If Gov. Tate Reeves and his welfare chief, Bob Anderson, were trying to shift a focus in the state’s welfare scandal away from those highly connected to the University of Southern Mississippi, they have failed miserably.
Their decision last week to fire Brad Pigott, the attorney who was trying to recover some of the tens of millions of misspent or stolen taxpayer dollars, has only made people more suspicious about what went down in Hattiesburg.
And while Reeves and Anderson can try to limit what an attorney who answers to them does, they can’t limit those who don’t.
Exhibit A would be Gerry Bufkin.
Bufkin, whose Ridgeland law firm represents disgraced educator Nancy New, has taken up the inquiry that Pigott had in mind but which was short-circuited by his firing.
Bufkin has issued subpoenas to former Gov. Phil Bryant, the University of Southern Mississippi Athletic Foundation, the state Attorney General’s Office and the state Institutions of Higher Learning regarding communications they had about the construction of a women’s volleyball facility at USM and its financing.
A big chunk of the money for the project, $5 million, came from welfare funds channeled through New and her nonprofit Mississippi Community Education Center. New and her son Zach New tried to disguise the gift as a lease payment.
What Bufkin appears to be trying to show is that the $5 million misappropriation was not the News’ idea but someone else’s, and that there were a whole lot of folks, inside and outside of government, in on the scheme.
“We’re going to find the truth, even if we have to drag it kicking and screaming into the light,” the attorney told Mississippi Today.
The News’ legal representatives have already made an accusation along these same lines about another eye-raising expenditure of welfare funds — the $1.1 million given to former NFL quarterback Brett Favre for speeches and other appearances that Mississippi’s state auditor says Favre did not perform. The News claim that Bryant directed the payment to Favre, an allegation that the former governor — and former Nancy New buddy — has denied.
According to Mississippi Today’s digging, it might have been other toes than Bryant’s that Brad Pigott was stepping on with his interest in the welfare funding of the USM volleyball facility.
The online news organization found that at least 11 board members on the USM Athletic Foundation as well as its lobbyist had given to Reeves’ political campaigns.
South Mississippi and the USM clique have been important to Reeves’ political success. In the 2019 governor’s race, according to Mississippi Today’s calculation, the Republican picked up almost a fourth of his vote total from Hattiesburg and south of there.
Would Reeves, with a possible tough reelection campaign coming up next year, try to derail an investigation to protect this base of support? That’s a question he needs to answer.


TO DO:
Leave out any pictures and transcribe all other data below exactly.

*** STORED DATA Section Begins ***

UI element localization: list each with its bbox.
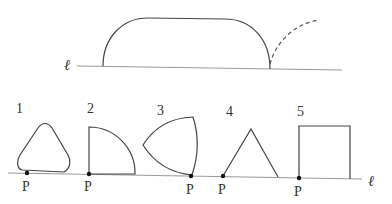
point-p xyxy=(87,172,91,176)
triangle xyxy=(223,129,278,177)
point-label: P xyxy=(186,182,194,197)
reuleaux-triangle xyxy=(143,117,197,175)
top-figure: ℓ xyxy=(64,18,342,73)
traced-curve xyxy=(103,18,270,69)
shape-number: 4 xyxy=(226,104,233,119)
point-label: P xyxy=(218,182,226,197)
point-p xyxy=(221,174,225,178)
shape-2: 2 P xyxy=(84,101,135,194)
diagram: ℓ ℓ 1 P 2 P 3 P 4 xyxy=(0,0,392,204)
top-line-label: ℓ xyxy=(64,57,70,73)
point-label: P xyxy=(22,179,30,194)
point-p xyxy=(25,171,29,175)
point-p xyxy=(189,174,193,178)
quarter-circle xyxy=(89,127,135,174)
shape-3: 3 P xyxy=(143,103,197,197)
point-p xyxy=(297,176,301,180)
shape-number: 5 xyxy=(297,104,304,119)
bottom-figure: ℓ 1 P 2 P 3 P 4 P xyxy=(8,101,374,199)
bottom-line-label: ℓ xyxy=(368,173,374,189)
square xyxy=(299,126,350,179)
rounded-triangle xyxy=(18,124,70,173)
point-label: P xyxy=(84,179,92,194)
shape-4: 4 P xyxy=(218,104,278,197)
top-line xyxy=(77,66,342,70)
shape-5: 5 P xyxy=(294,104,350,199)
shape-1: 1 P xyxy=(16,101,70,194)
shape-number: 1 xyxy=(16,101,23,116)
shape-number: 3 xyxy=(157,103,164,118)
shape-number: 2 xyxy=(87,101,94,116)
dashed-continuation xyxy=(270,20,318,64)
point-label: P xyxy=(294,184,302,199)
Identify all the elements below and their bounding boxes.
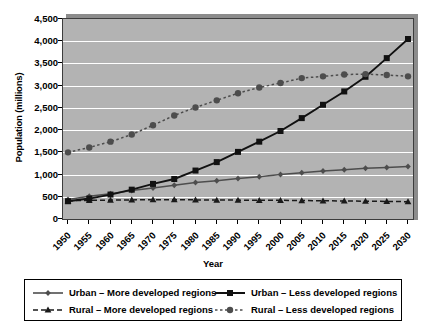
legend-column-right: Urban – Less developed regionsRural – Le… bbox=[213, 284, 399, 318]
y-axis-label: 4,500 bbox=[34, 13, 58, 24]
legend-label: Rural – More developed regions bbox=[69, 304, 213, 315]
x-axis-tick bbox=[88, 220, 89, 224]
legend-item[interactable]: Rural – More developed regions bbox=[31, 301, 211, 318]
y-axis-tick bbox=[58, 40, 62, 41]
population-line-chart: Population (millions) 05001,0001,5002,00… bbox=[0, 0, 426, 331]
x-axis-tick bbox=[216, 220, 217, 224]
series-line bbox=[68, 167, 408, 200]
y-axis-label: 3,500 bbox=[34, 57, 58, 68]
series-triangle bbox=[65, 196, 412, 204]
x-axis-tick bbox=[258, 220, 259, 224]
y-axis-tick bbox=[58, 107, 62, 108]
data-point-marker bbox=[227, 307, 233, 313]
x-axis-tick bbox=[280, 220, 281, 224]
legend-item[interactable]: Urban – More developed regions bbox=[31, 284, 211, 301]
legend-marker-triangle bbox=[31, 301, 65, 318]
x-axis-tick bbox=[152, 220, 153, 224]
data-point-marker bbox=[256, 139, 262, 145]
y-axis-tick bbox=[58, 151, 62, 152]
data-point-marker bbox=[214, 159, 220, 165]
chart-legend: Urban – More developed regionsRural – Mo… bbox=[24, 279, 402, 321]
y-axis-tick bbox=[58, 196, 62, 197]
data-point-marker bbox=[65, 198, 71, 204]
data-point-marker bbox=[277, 80, 283, 86]
plot-area bbox=[62, 18, 414, 220]
data-series-layer bbox=[63, 19, 413, 219]
data-point-marker bbox=[86, 144, 92, 150]
data-point-marker bbox=[341, 88, 347, 94]
data-point-marker bbox=[405, 73, 411, 79]
x-axis-tick bbox=[67, 220, 68, 224]
data-point-marker bbox=[171, 176, 177, 182]
data-point-marker bbox=[150, 122, 156, 128]
data-point-marker bbox=[235, 176, 241, 182]
data-point-marker bbox=[171, 112, 177, 118]
y-axis-label: 3,000 bbox=[34, 79, 58, 90]
legend-marker-circle bbox=[213, 301, 247, 318]
x-axis-tick bbox=[110, 220, 111, 224]
y-axis-label: 500 bbox=[42, 190, 58, 201]
y-axis-tick bbox=[58, 85, 62, 86]
x-axis-tick bbox=[343, 220, 344, 224]
data-point-marker bbox=[299, 75, 305, 81]
data-point-marker bbox=[86, 196, 92, 202]
y-axis-label: 4,000 bbox=[34, 35, 58, 46]
legend-label: Urban – More developed regions bbox=[69, 287, 216, 298]
y-axis-label: 2,000 bbox=[34, 124, 58, 135]
data-point-marker bbox=[256, 84, 262, 90]
data-point-marker bbox=[384, 164, 390, 170]
data-point-marker bbox=[341, 167, 347, 173]
y-axis-tick-labels: 05001,0001,5002,0002,5003,0003,5004,0004… bbox=[14, 14, 58, 220]
legend-sample bbox=[31, 301, 65, 318]
data-point-marker bbox=[320, 102, 326, 108]
y-axis-label: 1,500 bbox=[34, 146, 58, 157]
data-point-marker bbox=[214, 178, 220, 184]
y-axis-tick bbox=[58, 18, 62, 19]
data-point-marker bbox=[341, 71, 347, 77]
x-axis-tick bbox=[386, 220, 387, 224]
legend-sample bbox=[213, 284, 247, 301]
data-point-marker bbox=[150, 181, 156, 187]
data-point-marker bbox=[320, 73, 326, 79]
legend-sample bbox=[31, 284, 65, 301]
y-axis-label: 2,500 bbox=[34, 101, 58, 112]
series-circle bbox=[65, 71, 411, 156]
data-point-marker bbox=[235, 149, 241, 155]
data-point-marker bbox=[107, 138, 113, 144]
legend-label: Urban – Less developed regions bbox=[251, 287, 397, 298]
y-axis-tick bbox=[58, 129, 62, 130]
data-point-marker bbox=[214, 97, 220, 103]
data-point-marker bbox=[256, 174, 262, 180]
data-point-marker bbox=[363, 165, 369, 171]
data-point-marker bbox=[235, 90, 241, 96]
x-axis-tick bbox=[195, 220, 196, 224]
x-axis-tick bbox=[301, 220, 302, 224]
data-point-marker bbox=[65, 149, 71, 155]
data-point-marker bbox=[362, 71, 368, 77]
legend-label: Rural – Less developed regions bbox=[251, 304, 394, 315]
legend-column-left: Urban – More developed regionsRural – Mo… bbox=[31, 284, 211, 318]
data-point-marker bbox=[384, 55, 390, 61]
data-point-marker bbox=[405, 36, 411, 42]
data-point-marker bbox=[227, 290, 233, 296]
data-point-marker bbox=[320, 168, 326, 174]
data-point-marker bbox=[192, 104, 198, 110]
legend-item[interactable]: Urban – Less developed regions bbox=[213, 284, 399, 301]
data-point-marker bbox=[108, 192, 114, 198]
data-point-marker bbox=[193, 168, 199, 174]
data-point-marker bbox=[278, 128, 284, 134]
x-axis-tick bbox=[131, 220, 132, 224]
legend-item[interactable]: Rural – Less developed regions bbox=[213, 301, 399, 318]
x-axis-tick bbox=[173, 220, 174, 224]
data-point-marker bbox=[384, 72, 390, 78]
x-axis-title: Year bbox=[0, 258, 426, 269]
legend-sample bbox=[213, 301, 247, 318]
y-axis-tick bbox=[58, 218, 62, 219]
data-point-marker bbox=[299, 170, 305, 176]
data-point-marker bbox=[193, 180, 199, 186]
data-point-marker bbox=[405, 164, 411, 170]
y-axis-tick bbox=[58, 174, 62, 175]
data-point-marker bbox=[45, 290, 51, 296]
legend-marker-diamond bbox=[31, 284, 65, 301]
data-point-marker bbox=[299, 115, 305, 121]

*** STORED DATA Section Ends ***

RESPONSE TO THE EXERCISE:
UI element localization: list each with its bbox.
point-p xyxy=(87,172,91,176)
triangle xyxy=(223,129,278,177)
point-label: P xyxy=(186,182,194,197)
reuleaux-triangle xyxy=(143,117,197,175)
top-figure: ℓ xyxy=(64,18,342,73)
traced-curve xyxy=(103,18,270,69)
shape-number: 4 xyxy=(226,104,233,119)
point-label: P xyxy=(218,182,226,197)
point-p xyxy=(221,174,225,178)
shape-2: 2 P xyxy=(84,101,135,194)
diagram: ℓ ℓ 1 P 2 P 3 P 4 xyxy=(0,0,392,204)
top-line-label: ℓ xyxy=(64,57,70,73)
point-label: P xyxy=(22,179,30,194)
point-p xyxy=(25,171,29,175)
point-p xyxy=(189,174,193,178)
quarter-circle xyxy=(89,127,135,174)
shape-3: 3 P xyxy=(143,103,197,197)
point-p xyxy=(297,176,301,180)
shape-number: 5 xyxy=(297,104,304,119)
bottom-figure: ℓ 1 P 2 P 3 P 4 P xyxy=(8,101,374,199)
bottom-line-label: ℓ xyxy=(368,173,374,189)
square xyxy=(299,126,350,179)
rounded-triangle xyxy=(18,124,70,173)
point-label: P xyxy=(84,179,92,194)
shape-4: 4 P xyxy=(218,104,278,197)
top-line xyxy=(77,66,342,70)
shape-5: 5 P xyxy=(294,104,350,199)
shape-1: 1 P xyxy=(16,101,70,194)
shape-number: 1 xyxy=(16,101,23,116)
shape-number: 3 xyxy=(157,103,164,118)
shape-number: 2 xyxy=(87,101,94,116)
dashed-continuation xyxy=(270,20,318,64)
point-label: P xyxy=(294,184,302,199)
Identify all the elements below and their bounding boxes.
legend-column-right: Urban – Less developed regionsRural – Le… bbox=[213, 284, 399, 318]
y-axis-label: 4,500 bbox=[34, 13, 58, 24]
legend-label: Rural – More developed regions bbox=[69, 304, 213, 315]
x-axis-tick bbox=[88, 220, 89, 224]
legend-item[interactable]: Rural – More developed regions bbox=[31, 301, 211, 318]
y-axis-tick bbox=[58, 40, 62, 41]
population-line-chart: Population (millions) 05001,0001,5002,00… bbox=[0, 0, 426, 331]
x-axis-tick bbox=[216, 220, 217, 224]
series-line bbox=[68, 167, 408, 200]
y-axis-label: 3,500 bbox=[34, 57, 58, 68]
series-triangle bbox=[65, 196, 412, 204]
x-axis-tick bbox=[258, 220, 259, 224]
y-axis-tick bbox=[58, 107, 62, 108]
data-point-marker bbox=[227, 307, 233, 313]
x-axis-tick bbox=[280, 220, 281, 224]
legend-item[interactable]: Urban – More developed regions bbox=[31, 284, 211, 301]
legend-marker-triangle bbox=[31, 301, 65, 318]
x-axis-tick bbox=[152, 220, 153, 224]
data-point-marker bbox=[256, 139, 262, 145]
y-axis-tick bbox=[58, 151, 62, 152]
data-point-marker bbox=[214, 159, 220, 165]
chart-legend: Urban – More developed regionsRural – Mo… bbox=[24, 279, 402, 321]
y-axis-tick bbox=[58, 196, 62, 197]
data-point-marker bbox=[65, 198, 71, 204]
data-point-marker bbox=[277, 80, 283, 86]
plot-area bbox=[62, 18, 414, 220]
data-series-layer bbox=[63, 19, 413, 219]
data-point-marker bbox=[86, 144, 92, 150]
data-point-marker bbox=[341, 88, 347, 94]
data-point-marker bbox=[405, 73, 411, 79]
x-axis-tick bbox=[67, 220, 68, 224]
data-point-marker bbox=[171, 176, 177, 182]
data-point-marker bbox=[150, 122, 156, 128]
data-point-marker bbox=[235, 176, 241, 182]
data-point-marker bbox=[171, 112, 177, 118]
y-axis-label: 3,000 bbox=[34, 79, 58, 90]
legend-marker-circle bbox=[213, 301, 247, 318]
x-axis-tick bbox=[110, 220, 111, 224]
y-axis-label: 500 bbox=[42, 190, 58, 201]
y-axis-tick bbox=[58, 85, 62, 86]
x-axis-tick bbox=[343, 220, 344, 224]
data-point-marker bbox=[299, 75, 305, 81]
data-point-marker bbox=[86, 196, 92, 202]
y-axis-label: 4,000 bbox=[34, 35, 58, 46]
legend-label: Urban – More developed regions bbox=[69, 287, 216, 298]
y-axis-label: 2,000 bbox=[34, 124, 58, 135]
data-point-marker bbox=[256, 84, 262, 90]
data-point-marker bbox=[384, 164, 390, 170]
data-point-marker bbox=[341, 167, 347, 173]
y-axis-tick-labels: 05001,0001,5002,0002,5003,0003,5004,0004… bbox=[14, 14, 58, 220]
legend-sample bbox=[31, 301, 65, 318]
data-point-marker bbox=[320, 102, 326, 108]
y-axis-label: 1,500 bbox=[34, 146, 58, 157]
data-point-marker bbox=[214, 178, 220, 184]
y-axis-tick bbox=[58, 18, 62, 19]
data-point-marker bbox=[341, 71, 347, 77]
x-axis-tick bbox=[386, 220, 387, 224]
legend-sample bbox=[213, 284, 247, 301]
data-point-marker bbox=[150, 181, 156, 187]
data-point-marker bbox=[320, 73, 326, 79]
legend-sample bbox=[31, 284, 65, 301]
y-axis-label: 2,500 bbox=[34, 101, 58, 112]
series-circle bbox=[65, 71, 411, 156]
data-point-marker bbox=[235, 149, 241, 155]
data-point-marker bbox=[107, 138, 113, 144]
legend-label: Urban – Less developed regions bbox=[251, 287, 397, 298]
y-axis-tick bbox=[58, 129, 62, 130]
data-point-marker bbox=[214, 97, 220, 103]
data-point-marker bbox=[256, 174, 262, 180]
data-point-marker bbox=[363, 165, 369, 171]
data-point-marker bbox=[235, 90, 241, 96]
x-axis-tick bbox=[195, 220, 196, 224]
x-axis-tick bbox=[301, 220, 302, 224]
data-point-marker bbox=[65, 149, 71, 155]
data-point-marker bbox=[362, 71, 368, 77]
legend-label: Rural – Less developed regions bbox=[251, 304, 394, 315]
legend-column-left: Urban – More developed regionsRural – Mo… bbox=[31, 284, 211, 318]
data-point-marker bbox=[384, 55, 390, 61]
data-point-marker bbox=[405, 36, 411, 42]
data-point-marker bbox=[227, 290, 233, 296]
data-point-marker bbox=[320, 168, 326, 174]
data-point-marker bbox=[192, 104, 198, 110]
legend-item[interactable]: Urban – Less developed regions bbox=[213, 284, 399, 301]
data-point-marker bbox=[108, 192, 114, 198]
data-point-marker bbox=[193, 168, 199, 174]
data-point-marker bbox=[278, 128, 284, 134]
x-axis-tick bbox=[131, 220, 132, 224]
legend-item[interactable]: Rural – Less developed regions bbox=[213, 301, 399, 318]
x-axis-tick bbox=[173, 220, 174, 224]
data-point-marker bbox=[384, 72, 390, 78]
x-axis-title: Year bbox=[0, 258, 426, 269]
legend-sample bbox=[213, 301, 247, 318]
y-axis-tick bbox=[58, 218, 62, 219]
data-point-marker bbox=[299, 170, 305, 176]
data-point-marker bbox=[193, 180, 199, 186]
data-point-marker bbox=[405, 164, 411, 170]
y-axis-tick bbox=[58, 174, 62, 175]
data-point-marker bbox=[45, 290, 51, 296]
legend-marker-diamond bbox=[31, 284, 65, 301]
data-point-marker bbox=[299, 115, 305, 121]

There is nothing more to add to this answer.